Can the humanities put the humanity into digital humanism?

Far from enhancing our public intellectual debate, the internet is increasingly limiting it. Are we missing something from the discussion around digital?

The late Steve Jobs once, famously, described a computer as a “bicycle for the mind”. It was a wonderfully evocative phrase, even by his standards, giving us the sense that it was a device to fundamentally enhance human cognitive power. The internet seems like a natural extension of that, by bringing that enhancement to human communications.

As so often happens with metaphors, sometimes it starts to break down. The bike enhanced human physical potential, but for many it was supplanted by the car, which enhanced our potential for travel, while at the same time hitting us with pollution issues – and even physical health challenges, as people sat passively in vehicles, rather than exercising themselves through movement. Many people have noted the irony of people driving to a gym, to sit on a static bicycle…

We might be in danger of repeating that mistake, but in an even greater scale.

We made the algorithms, and now they are remaking us

The original computers were standalone devices, and then we networked them, and found even more potential in that. And then came the algorithms and the AI, and the balance of power started shifting. Where once we searched for the information we needed, now that information is invisible pre-sorted an narrowed for us before we ever see it, thanks to algorithms. Worse than that, often we don’t even choose what we see – it’s all determined for us by the algorithms.

As someone remarked recently:

People are being distorted by very finely trained AIs that figure out how to distract them.

Who is this techno-cynic?
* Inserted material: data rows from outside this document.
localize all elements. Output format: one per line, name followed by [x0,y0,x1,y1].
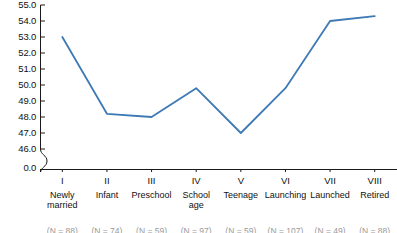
y-tick-label: 53.0 [2,32,36,42]
stage-name-line: Teenage [219,190,264,201]
stage-numeral: V [219,176,264,187]
stage-name-line: Infant [85,190,130,201]
y-tick-label: 50.0 [2,80,36,90]
y-tick-label: 51.0 [2,64,36,74]
y-tick-label: 48.0 [2,112,36,122]
x-axis-category: VIIIRetired [352,176,397,216]
sample-size-label: (N = 59) [219,226,264,233]
stage-numeral: VI [263,176,308,187]
x-axis-category: IIInfant [85,176,130,216]
sample-size-label: (N = 97) [174,226,219,233]
x-axis-category: IIIPreschool [129,176,174,216]
y-tick-label: 55.0 [2,0,36,10]
sample-size-label: (N = 88) [40,226,85,233]
stage-numeral: II [85,176,130,187]
stage-name-line: married [40,200,85,211]
y-axis-origin-label: 0.0 [2,163,36,173]
sample-size-label: (N = 74) [85,226,130,233]
stage-name-line: age [174,200,219,211]
data-series-line [40,0,397,172]
sample-size-label: (N = 59) [129,226,174,233]
sample-size-label: (N = 49) [308,226,353,233]
stage-numeral: III [129,176,174,187]
x-axis-category: VTeenage [219,176,264,216]
stage-numeral: I [40,176,85,187]
y-tick-label: 47.0 [2,128,36,138]
stage-name-line: Newly [40,190,85,201]
sample-size-label: (N = 88) [352,226,397,233]
y-tick-label: 54.0 [2,16,36,26]
stage-numeral: VII [308,176,353,187]
y-tick-label: 49.0 [2,96,36,106]
sample-size-row: (N = 88)(N = 74)(N = 59)(N = 97)(N = 59)… [40,226,397,233]
stage-name-line: Preschool [129,190,174,201]
stage-numeral: VIII [352,176,397,187]
x-axis-category: VILaunching [263,176,308,216]
stage-numeral: IV [174,176,219,187]
x-axis-category: VIILaunched [308,176,353,216]
y-tick-label: 52.0 [2,48,36,58]
stage-name-line: Retired [352,190,397,201]
stage-name-line: Launched [308,190,353,201]
stage-name-line: School [174,190,219,201]
x-axis-category: INewlymarried [40,176,85,216]
y-tick-label: 46.0 [2,144,36,154]
x-axis-category-labels: INewlymarriedIIInfantIIIPreschoolIVSchoo… [40,176,397,216]
plot-area [40,0,397,172]
stage-name-line: Launching [263,190,308,201]
line-chart: 55.054.053.052.051.050.049.048.047.046.0… [0,0,397,233]
sample-size-label: (N = 107) [263,226,308,233]
x-axis-category: IVSchoolage [174,176,219,216]
y-axis-tick-labels: 55.054.053.052.051.050.049.048.047.046.0… [0,0,36,200]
Is this some luddite decrying the new age?

Uh, no.

It’s Sir Tim Berners-Lee, the creator of the world wide web.

We have these dark ads that target and manipulate me and then vanish because I can’t bookmark them. This is not democracy – this is putting who gets selected into the hands of the most manipulative companies out there.

The new digital elite

In essence, we are in danger of creating a new elite, one who have the ability to shift and manipulate public sentiment through strategic use of AI and algorithmic filtering. The more we allow our world view to be filtered through those systems, the more we open ourselves to this level of manipulation. This isn’t a bicycle for the mind: it’s a railroad for indentured workers. That’s about as far from the vision of a bicycle for the mind as you can get, because it’s actually limiting our cognitive ability, by reducing our access to alternative stimulus.

Now, let’s be fair. While there are certainly bad actors using the system, many of those who created these tools did them with the best of intentions. But, there’s an old saying about good intentions, and they way they pave the road to hell…
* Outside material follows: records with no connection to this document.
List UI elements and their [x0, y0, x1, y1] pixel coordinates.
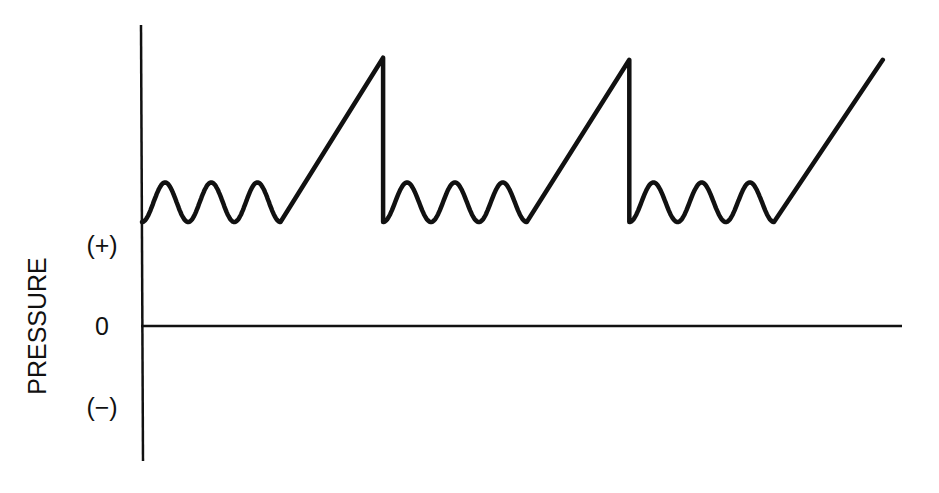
y-tick-label: (−) — [86, 393, 117, 421]
y-axis-label: PRESSURE — [23, 257, 51, 395]
y-axis — [141, 25, 143, 461]
y-tick-label: 0 — [95, 312, 109, 340]
y-tick-label: (+) — [86, 231, 117, 259]
pressure-chart: PRESSURE (+)0(−) — [0, 0, 939, 493]
pressure-waveform — [142, 58, 883, 222]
The very nature of technology paves the way for this problem to develop. Coder tend, by their very nature, to come from a scientific background.

Most modern education systems start streaming children into disciplines by their mid-teens, with a very clear distinction between liberal arts and sciences starting to emerge. I was lucky to have grown up in the Scottish education system which allowed for more flexibility (in the 1980s, at least) than many others, and was study a mix of arts and sciences until I was 17. Most people do not have that experience. Instead, they chose one stream or another, and part ways with a whole half of human intellectual endeavour.

The missing area of human knowledge

There are consequences to this. These tools, which are helping reshape our worldview, are largely built by those who have rejected and been isolated from the liberal arts. Why does that matter?

Here’s what Bob O’Donnell of Techpinions suggests:

However, a liberal arts major familiar with works like Alexis de Tocqueville’s “Democracy in America,” John Mill’s “On Liberty” essay, or even the work of ancient Greek historians, might have been able to recognize much sooner the potential for the “tyranny of the majority” or other disconcerting sociological phenomena that are embedded into the very nature of today’s social media platforms. While seemingly democratic at a superficial level, a system in which the lack of structure means that all voices carry equal weight, and yet popularity, not experience or intelligence, actually drives influence, is clearly in need of more refinement and thought than it was first given.

For those worried about the rise of populist demagogues worldwide, one might take a moment to consider the fact we have built and adopted systems that promote and enable them should give us at least some pause for thought.

This lack of historical, sociological and political perspective is all too often absent from the debates around tech. Restoring them is critical to making at least a passable attempt at understanding the likely consequences of a tech. And it requires both sides of that cognitive divide to soften their position. For every techie I’ve met who dismisses liberal arts fields, there’s an arts graduate who boasts of their lack of technical undestanding. Both of these positions are equally damaging – and equally untenable in the long term.

But is it too late?

Berners-Lee again:

We are so used to these systems being manipulated that people just think that’s how the internet works. We need to think about what it should be like,” he said.

One of the problems with climate change is getting people to realise it was anthropogenic – created by people. It’s the same problem with social networks – they are manmade. If they are not serving humanity, they can and should be changed.

We can — and should — reclaim these tools for all humanity, not just a small slice of it.

Steve Jobs also once said that Apple stood at the “intersection of technology and the liberal arts”. And that’s where we all need to be right now.

By restoring the humanities to our technology, we might just bring some digital humanism to our digital endeavours.